In the formation of Canada, Aboriginal peoples were and are considered «savages». This racism has been the cover for seizing the lands and natural resources found there.

 

COLONIAL RANSACKING CONTINUES

 

Like the other peoples of America, the Aboriginal people of Canada have undergone a colonial conquest by the English, the French, the Spaniards ... They have been deprived of their lands and have suffered genocidal massacres and violence of all kinds.

The intensification of rivalry between the imperialist powers is pushing the Canadian bourgeoisie to accelerate the exploitation of «its» territory – particularly that of the many natural resources in the North. There is therefore a lot of pressure to rescind or ignore all the regulations that prevent or limit the looting of native lands. At the end of 2012, under the pressure of the oil pipelines industry and the big oil companies – including Total, which exploits the infamous Oil Sands – the government virtually liquidated the protection of thousands of lakes and rivers across the country. It also severely limited the environmental assessments which are a precondition for all projects for the exploitation of resources and the opportunity for Aboriginal people to be consulted on these issues.

As at Standing Rock in the United States, indigenous peoples refuse to give up their lands but are also mobilized to prevent the anarchic exploitation of resources – inherent in capitalism – destroying ecosystems, polluting soils and waters, degrading the health of the population... In Alberta, where the Oil Sands are exploited wantonly, First Nations must bring in bottled water while living on the edge of once pristine rivers, which are now polluted with lead and mercury.

Risks also comes from pipelines that cross their territories and expose them to gas and oil spills. In July 2017, a leak from a Husky Energy pipeline discharged more than 225,000 liters of oil into the North Saskatchewan River in the center of the country, leaving two towns and indigenous communities without running water several days.

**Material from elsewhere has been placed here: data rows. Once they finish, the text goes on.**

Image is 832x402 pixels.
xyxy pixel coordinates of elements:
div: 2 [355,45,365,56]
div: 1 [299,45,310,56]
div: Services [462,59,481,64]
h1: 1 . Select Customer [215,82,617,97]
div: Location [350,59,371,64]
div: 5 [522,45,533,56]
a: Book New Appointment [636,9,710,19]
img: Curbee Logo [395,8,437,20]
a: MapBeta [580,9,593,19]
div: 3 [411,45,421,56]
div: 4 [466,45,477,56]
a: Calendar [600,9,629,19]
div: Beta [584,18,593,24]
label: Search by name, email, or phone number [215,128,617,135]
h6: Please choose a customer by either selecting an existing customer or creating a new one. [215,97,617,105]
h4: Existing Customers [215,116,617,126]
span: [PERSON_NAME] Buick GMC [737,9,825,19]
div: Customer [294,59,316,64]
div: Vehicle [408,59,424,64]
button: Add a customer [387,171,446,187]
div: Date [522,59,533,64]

In addition, the harassments are numerous. Seismic tests are performed along riverbanks and the West coast for oil or gas exploration. They consist of the emission of super-powerful sounds (290 decibels) under water, for given periods, every ten seconds, and 24 hours a day for five years. This is likely to kill marine mammals as well as the rest of the ecosystem and therefore the fishing that is essential for the survival of many Aboriginal communities.

Unfortunately, the numerous protests against these destructive and risk-generating projects are made on the petty-bourgeois grounds of native «nationalism» or ecology (sometimes with «socialist» fig leaf).

Indigenous peoples are not outside capitalist society, even if they are marginalized in it. The «First Nations» population, as in all nations, is divided into classes with different interests. There are proletarians who a few years ago waged big workers struggles. Well-integrated into the capitalist machine are many if not most Chiefs and a thin layer of sycophants. The disinherited indigenous populations will not be able to find a way out through a national union to create an independent or autonomous state, an objective of those bourgeois or petty-bourgeois layers who dream of exploiting the riches of the subsoil for their own profit. Their fate depends on the anti-capitalist struggle of the united proletarians of Canada and the world – above the barriers of ethnicity, language and nationality, origin and sex. Only this revolutionary struggle will succeed in destroying in a continuous revolutionary wave this despicable mode of production with its procession of misery and blood, to lay the foundations of a life and a society totally free from exploitation and oppression.

To put an end to capitalism, which is a criminal system that menaces the living conditions of proletarians, both workers and oppressed populations, but also directly threatens the survival of humanity, there is only one way out: the struggle for communism.